The argument worked.

"Rather than requiring them to basically hire people who wouldn't have anything to do right now, we wanted to know that they had a solid plan that would allow them to ramp up quickly," OHA director Pat Allen said Thursday.

Counties approved for reopening Friday account for a fifth of Oregon's confirmed or presumptive cases of COVID-19: 689 of the 3,416 cases the state had reported as of May 13. The counties have logged 24 of the state's 134 deaths from the disease.

The largest single group of those, eight deaths, occurred in Linn County, which had reported a combined 105 confirmed and presumptive infections as of Wednesday. Those cases have partly been driven by an outbreak in a veterans' home in the county.

Seven of the counties approved to reopen this week have seen new cases emerge at rates higher than the statewide average over the last two weeks. Coos County saw its number of cases double from 15 to 30 in that time, an increase owing in part to an outbreak at Shutter Creek Correctional Institution. Malheur County saw its cases rise from seven to 15. Officials have suggested that such increases are to be expected as testing capacity expands.

It's unclear how widely businesses will immediately take advantage of the loosened restrictions. Even those that do could see heightened anxiety among staff.

"I read the Deschutes County’s application myself as well as a few other counties just to see how probable approval would be and I was not impressed,” said Carina Peterson, a Bend prep cook whose employer plans to reopen Friday. “I’m also nervous about giving up unemployment benefits (about $10 more an hour than I usually earn) to work less than full time in a dangerous environment."

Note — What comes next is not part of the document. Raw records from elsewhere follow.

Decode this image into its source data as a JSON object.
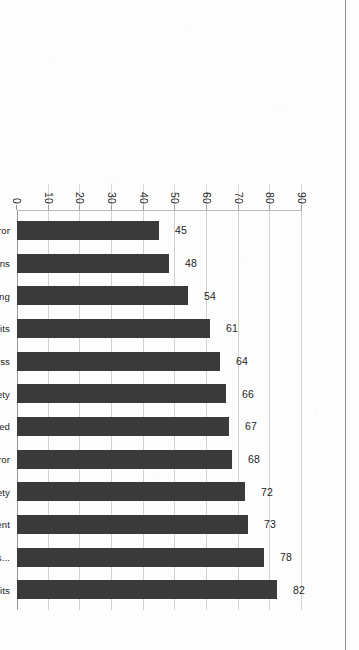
{
  "chart_data": {
    "type": "bar",
    "title": "",
    "xlabel": "",
    "ylabel": "",
    "orientation": "vertical-bars-on-rotated-page",
    "categories": [
      "Nonpunitive response to error",
      "Handoffs and transitions",
      "Staffing",
      "Teamwork across units",
      "Communication openness",
      "Overall perceptions of patient safety",
      "Frequency of events reported",
      "Feedback and communication about error",
      "Management support for patient safety",
      "Organizational learning—continuous improvement",
      "Supervisor/manager expectations and actions...",
      "Teamwork within units"
    ],
    "values": [
      45,
      48,
      54,
      61,
      64,
      66,
      67,
      68,
      72,
      73,
      78,
      82
    ],
    "value_labels": [
      "45",
      "48",
      "54",
      "61",
      "64",
      "66",
      "67",
      "68",
      "72",
      "73",
      "78",
      "82"
    ],
    "ylim": [
      0,
      90
    ],
    "yticks": [
      0,
      10,
      20,
      30,
      40,
      50,
      60,
      70,
      80,
      90
    ],
    "ytick_labels": [
      "0",
      "10",
      "20",
      "30",
      "40",
      "50",
      "60",
      "70",
      "80",
      "90"
    ],
    "grid": true,
    "legend": null,
    "series": [
      {
        "name": "Percent positive response",
        "values": [
          45,
          48,
          54,
          61,
          64,
          66,
          67,
          68,
          72,
          73,
          78,
          82
        ]
      }
    ]
  },
  "style": {
    "bar_color": "#3a3a3a",
    "grid_color": "#d2d2d2",
    "axis_color": "#9a9a9a",
    "text_color": "#1d1d1d",
    "page_background": "#fdfdfd",
    "page_edge_color": "#8d8d8d"
  }
}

Counties that can operate for three weeks under phase one of Brown’s plan without a significant uptick in cases or hospital usage, and can maintain an ability to trace new cases quickly, will become eligible to move on to phase two. Brown’s office has not revealed precise details of that phase, though it is expected to permit more types of businesses, larger social gatherings and visitations at congregate care facilities.

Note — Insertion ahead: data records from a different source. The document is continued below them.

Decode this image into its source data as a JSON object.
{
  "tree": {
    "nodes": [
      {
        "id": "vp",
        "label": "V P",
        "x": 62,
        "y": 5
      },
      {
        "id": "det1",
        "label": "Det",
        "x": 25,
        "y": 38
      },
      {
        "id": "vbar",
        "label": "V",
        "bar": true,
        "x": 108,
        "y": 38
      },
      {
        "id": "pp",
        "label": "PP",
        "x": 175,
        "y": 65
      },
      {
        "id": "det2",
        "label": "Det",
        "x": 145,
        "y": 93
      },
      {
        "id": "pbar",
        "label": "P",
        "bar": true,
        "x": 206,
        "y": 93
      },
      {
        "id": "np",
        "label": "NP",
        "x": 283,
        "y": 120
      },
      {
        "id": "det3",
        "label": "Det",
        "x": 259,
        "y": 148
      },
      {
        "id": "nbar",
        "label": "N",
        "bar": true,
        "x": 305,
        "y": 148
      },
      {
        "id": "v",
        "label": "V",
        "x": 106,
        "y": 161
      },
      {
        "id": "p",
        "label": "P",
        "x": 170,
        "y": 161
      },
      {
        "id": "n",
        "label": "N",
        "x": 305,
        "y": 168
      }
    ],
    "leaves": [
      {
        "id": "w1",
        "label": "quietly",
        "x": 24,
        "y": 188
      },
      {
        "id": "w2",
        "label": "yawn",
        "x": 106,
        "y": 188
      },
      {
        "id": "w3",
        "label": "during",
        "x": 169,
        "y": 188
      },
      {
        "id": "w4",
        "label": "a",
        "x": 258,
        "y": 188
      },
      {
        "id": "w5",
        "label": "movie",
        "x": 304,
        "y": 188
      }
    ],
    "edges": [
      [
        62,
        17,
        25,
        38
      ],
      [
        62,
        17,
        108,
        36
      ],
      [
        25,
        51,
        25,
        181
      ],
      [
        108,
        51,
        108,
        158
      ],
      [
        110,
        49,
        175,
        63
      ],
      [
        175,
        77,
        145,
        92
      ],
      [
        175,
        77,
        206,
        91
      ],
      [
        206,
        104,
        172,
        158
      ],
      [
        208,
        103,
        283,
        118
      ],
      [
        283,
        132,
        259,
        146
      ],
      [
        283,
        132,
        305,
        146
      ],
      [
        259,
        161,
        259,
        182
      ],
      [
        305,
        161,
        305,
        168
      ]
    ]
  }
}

In cases where counties see an increase in hospitalizations or infections, health officials may elect to reinstitute restrictions, Brown has said.

Rep. Mark Owens, R-Crane, represents a district with some of the state’s least densely populated areas and its lowest infection rates. He praised the reopenings and said rural Oregon’s businesses and schools should be handled differently.

“How do we get back to our churches, our fairs, our livestock sales?" Owens said. "How do we plan if we have to wait for a vaccine or cure? To some of my constituents, that seems unconstitutional”

Ten Oregon church leaders filed a lawsuit against the governor earlier this month, arguing her executive orders are unconstitutional.

While most of the state may now be at least partly open for business, Brown and state health officials say nothing has changed for people in the Portland metro area and other counties that remain under Brown's March 23 stay-home order.

"We are asking folks in the metro area to be thoughtful of their fellow Oregonians and to stay home and limit their travel to essential need," Brown said. "We obviously don’t want to overwhelm the rest of Oregon."